Lesson Two: apply the crafty rules of game theory, in which one individual or group does better at another's expense, conscience be damned. Brush up your Machiavelli. He who flexes the most power wins.
So, let’s see, a dictator wins until the mob displaces him. The mob thinks its winning until a mob boss emerges from the mob and takes control, leaving the mob in the dirt. It’s only a matter of time until the mob boss is replaced by another boss or emerging authoritarian. It’s a round-robin game where power unvaryingly corrupts and nobody ultimately wins. The Iranian revolutionaries overthrew the Shah and got Khomeini and the rule of the Ayatollahs. We have no idea what’s in store for Egypt, but what’s far more alarming, no one in Egypt appears to know what’s in store for Egypt. What’s in store for the region, the Middle East, the rest of the world?

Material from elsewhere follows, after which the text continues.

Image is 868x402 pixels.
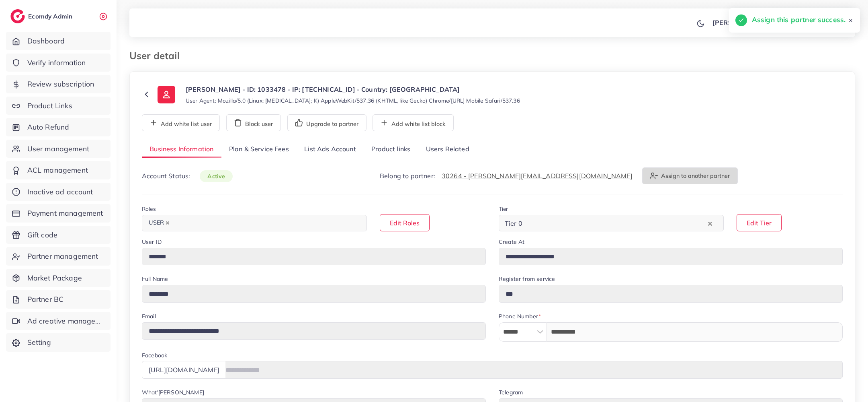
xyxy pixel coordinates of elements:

Lesson three: false advertising. Since there is no oversight and no accountability, lie.
The chairman of the PLO/ president of the Palestine National Authority, Mahmoud Abbas, who gradually managed to gain the respect of outsiders, some Israelis included, just lost mine. Several weeks ago, Abbas, who convincingly professed to be a man of peace, committed himself and his political party, Fatah, to joining forces with his arch-rival, Hamas, a self-described “armed resistance” faction sworn to destroy Israel. The unimaginable reconciliation was mediated by the headless leadership of Egypt! Then, only several days ago, Abbas published an op-ed piece in the New York Times that was pure—or more accurately, impure—fiction: stating his claim for the Palestinian people, he blatantly made up his own history for them. Maybe he should be writing a novel.
If leaders deceive their people; if they manipulate them; if they calculatingly play to win at any expense, the cheap cost of lives—others lives, of course—being the winning point; if they lie without impunity; then what is to prevent them from driving their followers, like sheep, into a ravine, or wall, or fence?
Last Sunday, the occasion for thousands of Arabs to storm Israel’s borders from five sides was the “nakba,” Arabic for "catastrophe." “Nakba” is the term they use to describe the founding of the State of Israel, or their defeat in the war on Israel, launched by five Arab nations, that immediately followed Israel's founding, or their displacement in the war—or merely the continuing existence of Israel. The Huffington Post reported, “…activists were bused in from Palestinian refugee camps throughout Syria. Many of them held European passports and told interrogators they had been flown in from abroad for the march.” And, “Many came from the 12 crowded refugee camps in Lebanon where some 400,000 Palestinian refugees live.” Clearly, the spontaneous demonstration was well organized.
What happens if “the spontaneous demonstration” is organized to become a human wave? How many lives on both sides will it take? What Abbas had to say about the Palestinian side was, "Their precious blood will not be wasted. It was spilled for the sake of our nation's freedom." That word again, freedom, used so freely it threatens to become meaningless.
As for the novel I didn’t write? I intended to leave the ending—with its relentlessly-advancing human wave—up in the air. That’s the indisputably awesome point I fear we are at in the Middle East with, but in no way limited to, the Israeli-Palestinian stalemate. Up in the air.